The telecommunications incumbent saw also pre-tax profit rise to £615m from £511m in the equivalent period last year. Income from BT Retail dropped by 2 percent, but revenue from BT Wholesale rose by an equivalent percentage.

There was a small rise of 0.3 percent in BT's revenues from small and medium-sized businesses, with 500,000 firms now using the company's business plan. Business broadband revenue, however, was up by 23 percent, with 85 percent of customers choosing premium packages.

The results were the first to show the performance of Openreach, the division split off to allow rivals direct access to BT's exchanges.

Openreach saw a drop in internal revenue (i.e. BT Retail's custom) of 9 percent, but enjoyed a 145 percent rise in external revenue. Overall, its revenue was down by 2 percent.

"If you are replacing traditional business with new business you have to suffer for a while," said BT Group chief executive officer Ben Verwaayen on Thursday, adding that BT's "new wave" business had increased in absolute terms consistently over the last nine quarters.

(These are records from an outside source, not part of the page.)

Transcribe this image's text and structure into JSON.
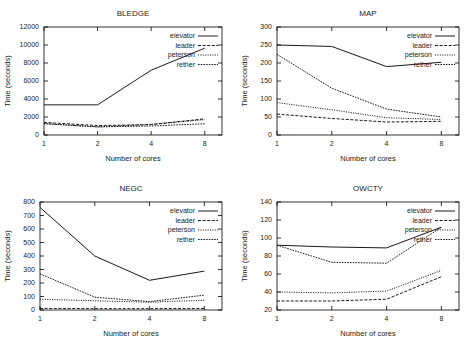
{
  "figure": {
    "width": 473,
    "height": 350,
    "background": "#ffffff",
    "line_color": "#000000",
    "text_color": "#222222",
    "series_names": [
      "elevator",
      "leader",
      "peterson",
      "rether"
    ],
    "series_styles": [
      "solid",
      "dashed",
      "dotted",
      "thin-dashdot"
    ],
    "common_xlabel": "Number of cores",
    "common_ylabel": "Time (seconds)"
  },
  "chart_data": [
    {
      "type": "line",
      "title": "BLEDGE",
      "xlabel": "Number of cores",
      "ylabel": "Time (seconds)",
      "x": [
        1,
        2,
        4,
        8
      ],
      "xticklabels": [
        "1",
        "2",
        "4",
        "8"
      ],
      "xscale": "log2",
      "xlim": [
        1,
        10
      ],
      "ylim": [
        0,
        12000
      ],
      "yticks": [
        0,
        2000,
        4000,
        6000,
        8000,
        10000,
        12000
      ],
      "yticklabels": [
        "0",
        "2000",
        "4000",
        "6000",
        "8000",
        "10000",
        "12000"
      ],
      "grid": false,
      "legend_position": "upper right",
      "series": [
        {
          "name": "elevator",
          "style": "solid",
          "values": [
            3350,
            3350,
            7200,
            9650
          ]
        },
        {
          "name": "leader",
          "style": "dashed",
          "values": [
            1400,
            1050,
            1150,
            1800
          ]
        },
        {
          "name": "peterson",
          "style": "dotted",
          "values": [
            1280,
            900,
            1200,
            1700
          ]
        },
        {
          "name": "rether",
          "style": "thin-dashdot",
          "values": [
            1250,
            900,
            1000,
            1250
          ]
        }
      ]
    },
    {
      "type": "line",
      "title": "MAP",
      "xlabel": "Number of cores",
      "ylabel": "Time (seconds)",
      "x": [
        1,
        2,
        4,
        8
      ],
      "xticklabels": [
        "1",
        "2",
        "4",
        "8"
      ],
      "xscale": "log2",
      "xlim": [
        1,
        10
      ],
      "ylim": [
        0,
        300
      ],
      "yticks": [
        0,
        50,
        100,
        150,
        200,
        250,
        300
      ],
      "yticklabels": [
        "0",
        "50",
        "100",
        "150",
        "200",
        "250",
        "300"
      ],
      "grid": false,
      "legend_position": "upper right",
      "series": [
        {
          "name": "elevator",
          "style": "solid",
          "values": [
            250,
            246,
            190,
            202
          ]
        },
        {
          "name": "leader",
          "style": "dashed",
          "values": [
            58,
            46,
            36,
            38
          ]
        },
        {
          "name": "peterson",
          "style": "dotted",
          "values": [
            90,
            70,
            48,
            43
          ]
        },
        {
          "name": "rether",
          "style": "thin-dashdot",
          "values": [
            224,
            130,
            72,
            50
          ]
        }
      ]
    },
    {
      "type": "line",
      "title": "NEGC",
      "xlabel": "Number of cores",
      "ylabel": "Time (seconds)",
      "x": [
        1,
        2,
        4,
        8
      ],
      "xticklabels": [
        "1",
        "2",
        "4",
        "8"
      ],
      "xscale": "log2",
      "xlim": [
        1,
        10
      ],
      "ylim": [
        0,
        800
      ],
      "yticks": [
        0,
        100,
        200,
        300,
        400,
        500,
        600,
        700,
        800
      ],
      "yticklabels": [
        "0",
        "100",
        "200",
        "300",
        "400",
        "500",
        "600",
        "700",
        "800"
      ],
      "grid": false,
      "legend_position": "upper right",
      "series": [
        {
          "name": "elevator",
          "style": "solid",
          "values": [
            760,
            400,
            220,
            288
          ]
        },
        {
          "name": "leader",
          "style": "dashed",
          "values": [
            12,
            10,
            10,
            12
          ]
        },
        {
          "name": "peterson",
          "style": "dotted",
          "values": [
            80,
            68,
            58,
            72
          ]
        },
        {
          "name": "rether",
          "style": "thin-dashdot",
          "values": [
            268,
            95,
            62,
            110
          ]
        }
      ]
    },
    {
      "type": "line",
      "title": "OWCTY",
      "xlabel": "Number of cores",
      "ylabel": "Time (seconds)",
      "x": [
        1,
        2,
        4,
        8
      ],
      "xticklabels": [
        "1",
        "2",
        "4",
        "8"
      ],
      "xscale": "log2",
      "xlim": [
        1,
        10
      ],
      "ylim": [
        20,
        140
      ],
      "yticks": [
        20,
        40,
        60,
        80,
        100,
        120,
        140
      ],
      "yticklabels": [
        "20",
        "40",
        "60",
        "80",
        "100",
        "120",
        "140"
      ],
      "grid": false,
      "legend_position": "upper right",
      "series": [
        {
          "name": "elevator",
          "style": "solid",
          "values": [
            92,
            90,
            89,
            112
          ]
        },
        {
          "name": "leader",
          "style": "dashed",
          "values": [
            30,
            30,
            32,
            57
          ]
        },
        {
          "name": "peterson",
          "style": "dotted",
          "values": [
            40,
            39,
            41,
            64
          ]
        },
        {
          "name": "rether",
          "style": "thin-dashdot",
          "values": [
            92,
            73,
            72,
            112
          ]
        }
      ]
    }
  ]
}
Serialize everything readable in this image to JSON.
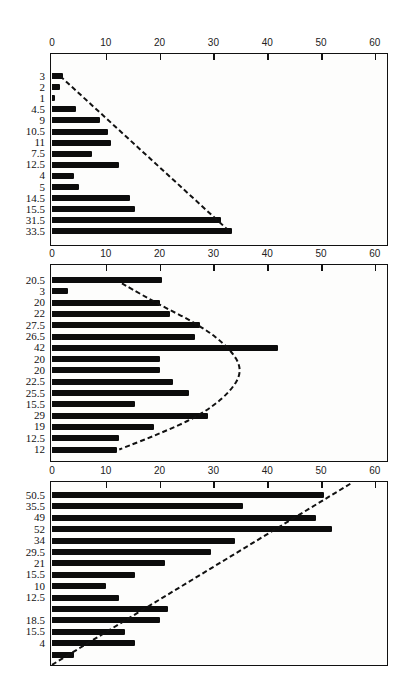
{
  "chart_data": [
    {
      "type": "bar",
      "orientation": "horizontal",
      "title": "",
      "xlabel": "",
      "ylabel": "",
      "xlim": [
        0,
        60
      ],
      "xticks": [
        0,
        10,
        20,
        30,
        40,
        50,
        60
      ],
      "grid": false,
      "legend": null,
      "categories": [
        "3",
        "2",
        "1",
        "4.5",
        "9",
        "10.5",
        "11",
        "7.5",
        "12.5",
        "4",
        "5",
        "14.5",
        "15.5",
        "31.5",
        "33.5"
      ],
      "values": [
        2,
        1.5,
        0.5,
        4.5,
        9,
        10.5,
        11,
        7.5,
        12.5,
        4,
        5,
        14.5,
        15.5,
        31.5,
        33.5
      ],
      "annotations": [
        "dashed straight line from (1.5, top bar) to (33, bottom bar)"
      ]
    },
    {
      "type": "bar",
      "orientation": "horizontal",
      "title": "",
      "xlabel": "",
      "ylabel": "",
      "xlim": [
        0,
        60
      ],
      "xticks": [
        0,
        10,
        20,
        30,
        40,
        50,
        60
      ],
      "grid": false,
      "legend": null,
      "categories": [
        "20.5",
        "3",
        "20",
        "22",
        "27.5",
        "26.5",
        "42",
        "20",
        "20",
        "22.5",
        "25.5",
        "15.5",
        "29",
        "19",
        "12.5",
        "12"
      ],
      "values": [
        20.5,
        3,
        20,
        22,
        27.5,
        26.5,
        42,
        20,
        20,
        22.5,
        25.5,
        15.5,
        29,
        19,
        12.5,
        12
      ],
      "annotations": [
        "dashed parabolic curve from (13, top) peaking near 35.5 at middle rows back to (12, bottom)"
      ]
    },
    {
      "type": "bar",
      "orientation": "horizontal",
      "title": "",
      "xlabel": "",
      "ylabel": "",
      "xlim": [
        0,
        60
      ],
      "xticks": [
        0,
        10,
        20,
        30,
        40,
        50,
        60
      ],
      "grid": false,
      "legend": null,
      "categories": [
        "50.5",
        "35.5",
        "49",
        "52",
        "34",
        "29.5",
        "21",
        "15.5",
        "10",
        "12.5",
        "",
        "18.5",
        "15.5",
        "4",
        ""
      ],
      "values": [
        50.5,
        35.5,
        49,
        52,
        34,
        29.5,
        21,
        15.5,
        10,
        12.5,
        21.5,
        20,
        13.5,
        15.5,
        4
      ],
      "annotations": [
        "dashed straight line from (0, bottom) rising to (55.5, top)"
      ]
    }
  ]
}
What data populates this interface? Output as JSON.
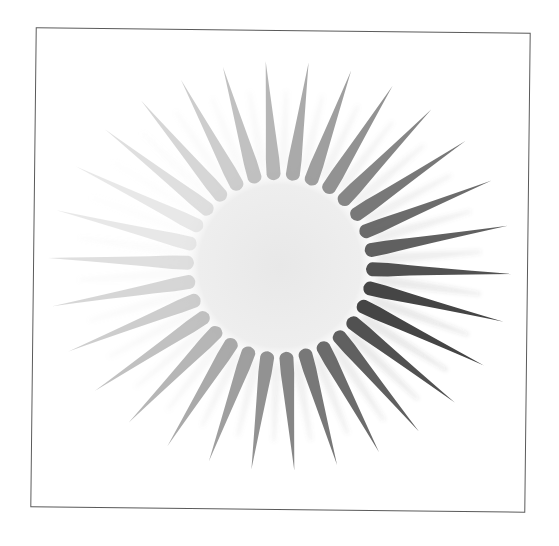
{
  "graphic": {
    "type": "sunburst",
    "frame": {
      "border_color": "#5a5a5a",
      "background": "#ffffff",
      "rotation_deg": 0.65
    },
    "center": {
      "x": 280,
      "y": 266
    },
    "disk": {
      "radius": 98,
      "color_inner": "#e9e9e9",
      "color_outer": "#f2f2f2"
    },
    "rays": {
      "count": 30,
      "start_angle_deg": -94,
      "inner_radius": 86,
      "outer_radius_min": 205,
      "outer_radius_max": 232,
      "base_half_width": 7,
      "halo_opacity": 0.12,
      "light_direction_deg": 20,
      "darkest_color": "#3c3c3c",
      "lightest_color": "#e2e2e2"
    }
  }
}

"The decline in traditional business is half of the increase in new wave," Verwaayen insisted.

Verwaayen also claimed that BT occupied the value-for-money part of the broadband market, as opposed to the lowest-price segment that hosts players such as Orange and Carphone Warehouse, who offer "free" broadband.

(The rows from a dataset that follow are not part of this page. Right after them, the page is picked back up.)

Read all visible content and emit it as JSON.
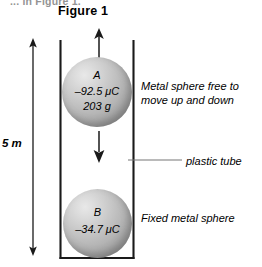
{
  "page": {
    "clipped_top_text": "... in Figure 1.",
    "figure_title": "Figure 1"
  },
  "dimension": {
    "label": "5 m",
    "icon": "double-headed-vertical-arrow"
  },
  "tube": {
    "name": "plastic tube",
    "callout_label": "plastic tube",
    "leader_icon": "leader-line"
  },
  "spheres": [
    {
      "id": "A",
      "name_label": "A",
      "charge_label": "–92.5 μC",
      "mass_label": "203 g",
      "annotation": "Metal sphere free to\nmove up and down",
      "annotation_line1": "Metal sphere free to",
      "annotation_line2": "move up and down",
      "motion_up_icon": "up-arrow",
      "motion_down_icon": "down-arrow"
    },
    {
      "id": "B",
      "name_label": "B",
      "charge_label": "–34.7 μC",
      "annotation": "Fixed metal sphere",
      "annotation_line1": "Fixed metal sphere"
    }
  ],
  "colors": {
    "line": "#1a1a1a",
    "sphere_light": "#e8e8e8",
    "sphere_dark": "#8c8c8c",
    "background": "#ffffff",
    "clipped_text": "#5a5a5a"
  }
}
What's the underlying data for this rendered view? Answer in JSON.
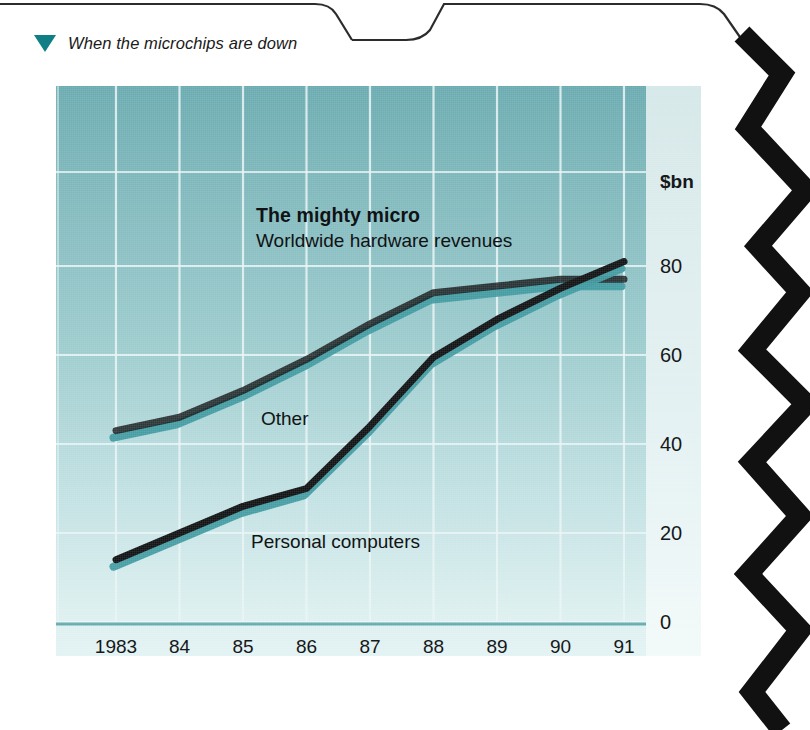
{
  "header": {
    "marker_icon": "triangle-down-icon",
    "title": "When the microchips are down",
    "marker_color": "#0f7f85"
  },
  "figure": {
    "panel_top_color": "#6aabb0",
    "panel_bottom_color": "#e3f2f2",
    "gridline_color": "#eaf5f6",
    "series_line_color": "#111315",
    "series_shadow_color": "#3f9aa0"
  },
  "chart_data": {
    "type": "line",
    "title": "The mighty micro",
    "subtitle": "Worldwide hardware revenues",
    "xlabel": "",
    "ylabel": "$bn",
    "unit_label": "$bn",
    "categories": [
      "1983",
      "84",
      "85",
      "86",
      "87",
      "88",
      "89",
      "90",
      "91"
    ],
    "x_tick_labels": [
      "1983",
      "84",
      "85",
      "86",
      "87",
      "88",
      "89",
      "90",
      "91"
    ],
    "y_tick_labels": [
      "80",
      "60",
      "40",
      "20",
      "0"
    ],
    "y_ticks": [
      80,
      60,
      40,
      20,
      0
    ],
    "ylim": [
      0,
      88
    ],
    "xlim": [
      1983,
      1991
    ],
    "grid": true,
    "legend_position": "inline-labels",
    "series": [
      {
        "name": "Other",
        "label": "Other",
        "values": [
          43,
          46,
          52,
          59,
          67,
          74,
          75.5,
          77,
          77
        ]
      },
      {
        "name": "Personal computers",
        "label": "Personal computers",
        "values": [
          14,
          20,
          26,
          30,
          44,
          59.5,
          68,
          75,
          81
        ]
      }
    ],
    "annotations": [
      {
        "text": "Other",
        "x": 1985.6,
        "y": 50
      },
      {
        "text": "Personal computers",
        "x": 1985.4,
        "y": 24
      }
    ]
  }
}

"People look to BT for much more than a dumb pipe — they want to have the services," Verwaayen said.

Those services — particularly those surrounding BT Fusion, the company's Wi-Fi-hub-centred convergence offering for the home — will in future be speedily delivered by download, which should make them easier to roll out.

There was also an update on local loop unbundling — where rivals install their equipment in BT exchanges — with the announcement that 932 out of a planned 1,240 exchanges have been unbundled thus far.

Other notable announcements on Thursday included a hint that BT Fusion's "dual-mode" phones, which work as GSM phones while not connected to the Fusion hub, will gain Wi-Fi connectivity in the autumn, which should improve on their current Bluetooth-powered performance.

Interestingly BT's 21CN (21st Century Network) project, which will see the UK's legacy circuit-switching PSTN phone network replaced with an IP-based system, seems to be quietly losing its "N".

"It's more than a network," said Verwaayen, as he insisted "21C" was still on schedule.

Talkback

When is BT going to offer bare bones broadband. A load of small companies and home power users host their own systems. They don't need ISP email, web servers etc etc and don't want to pay for them. They and many of my customers would be much happier with a service that gave them 1 (or more) static IP and a reliable ADSL connection and that's it. BT are the ideal supplier for this.

Guess I'm dreaming.

via Facebook 28 July, 2006 11:22
Reply

If only.
I recently changed from dialup to ADSL. I dont need all the bells and whistles-just hispeed broad bandwidth
access to the internet
It would also help if they provided the speeds being charged for. Day one I had 8Mbps, day2 and the next 18 days 512kbps all tech supoort willsay is "it will settle down in time".